Wednesday 24 October 2012

The Broken City: Political Realities

In my last post about my role-playing game, The Broken City, I talked a lot about the in-game mechanics for determining character and background, and how these two basic choices (Path and Order) have a big impact on the player characters. I also made a brief mention of the fact that I altered the background slightly for my game, and here I'll explore what I changed, and how it affects the game world.

  I talked a lot about Paths and Orders in my last post, but there's one further category the players and other characters get sorted into in the game - their cabal. If your Path is roughly analogous to something like your race or your star-sign, and your Order is where you work or study, your Cabal is your group of friends. Your players can easily belong to different Paths and Orders in a Mage game (in fact, it's encouraged) but having them in different Cabals is a whole other matter - it essentially means your player's characters don't like to hang out with each other. No-one cares if Thor is a Norse god while Iron Man uses technology, or Willow studies at university while Giles works at the magic shop, as long as they still hang out and kick ass.

  In most Mage games, the superhero comparison is fairly apt when describing the relationships between different Cabals (the one made up by your players, and the others you create to fill up the world). The Avengers and the X-Men and the Fantastic Four might get into conflict occasionally, or have different agendas, but they're mostly content to take care of their own business and leave each other alone. However, my initial conception of the game, and in fact the thing that first made me want to run it, was a very different world.

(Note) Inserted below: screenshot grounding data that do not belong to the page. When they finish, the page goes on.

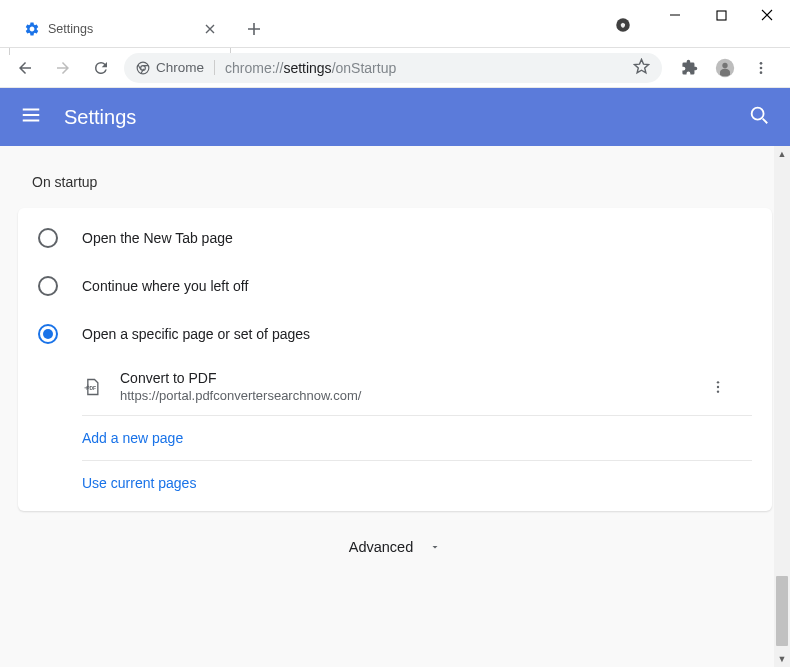 The width and height of the screenshot is (790, 667). Describe the element at coordinates (158, 238) in the screenshot. I see `option-label: Open the New Tab page` at that location.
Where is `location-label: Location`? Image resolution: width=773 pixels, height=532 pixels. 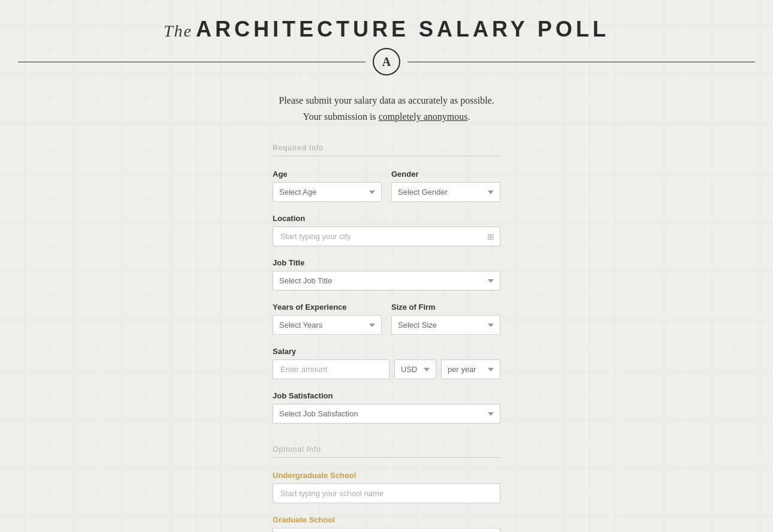 location-label: Location is located at coordinates (386, 218).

  When I was thinking about the game in the early stages of planning, and describing it to potential players, my pitch was "Harry Potter meets Game of Thrones meets Neil Gaiman's Neverwhere", and the final, unspoken part of that equation was "...meets The Warriors". I wanted the cabals that the players encountered to be at minimum rivals, or at worst bitter enemies.



  Cabals are usually kept in line by the "Consilium" - a sort of ruling council of mages made up of representatives from all the cabals in the area, but for the purposes of my game, I decided that the Consilium had fallen apart due to rivalries, grudges and infighting, so London was sort of a magical Wild West, with very few people there enforcing the laws, and groups of mages fighting over territory and magical resources.

  This obviously immediately ups the stakes considerably for the players - instead of being welcomed into a stable environment where most people are trust-worthy and willing to give them the benefit of the doubt, they're instead dropped into a world where everyone is out for themselves and there is little safe ground to go to.

  Because the Orders are made up of the local mages, this also affects them - it's hard to keep an organisation running when the members all want to fight each other. This meant I shrank the Orders down to a few core members each who gave up their cabal affiliation, making the Orders less about large training facilities and more about one-on-one mentorship and developing a few key characters for each one.

  My players haven't encountered the cabals much yet - I introduced a sort of grace period when they couldn't be approached by other cabals to give the players a chance to get used to being mages and develop relationships with each other and the orders. However, that will soon end, and it will be interesting to see how they cope with suddenly being plunged into what is a very political aspect of the game, dealing with alliances, deals and betrayal. I'm hoping they're up for the challenge, and find the whole thing fun, because it's a large part of what makes up this particular world, and how this game functions.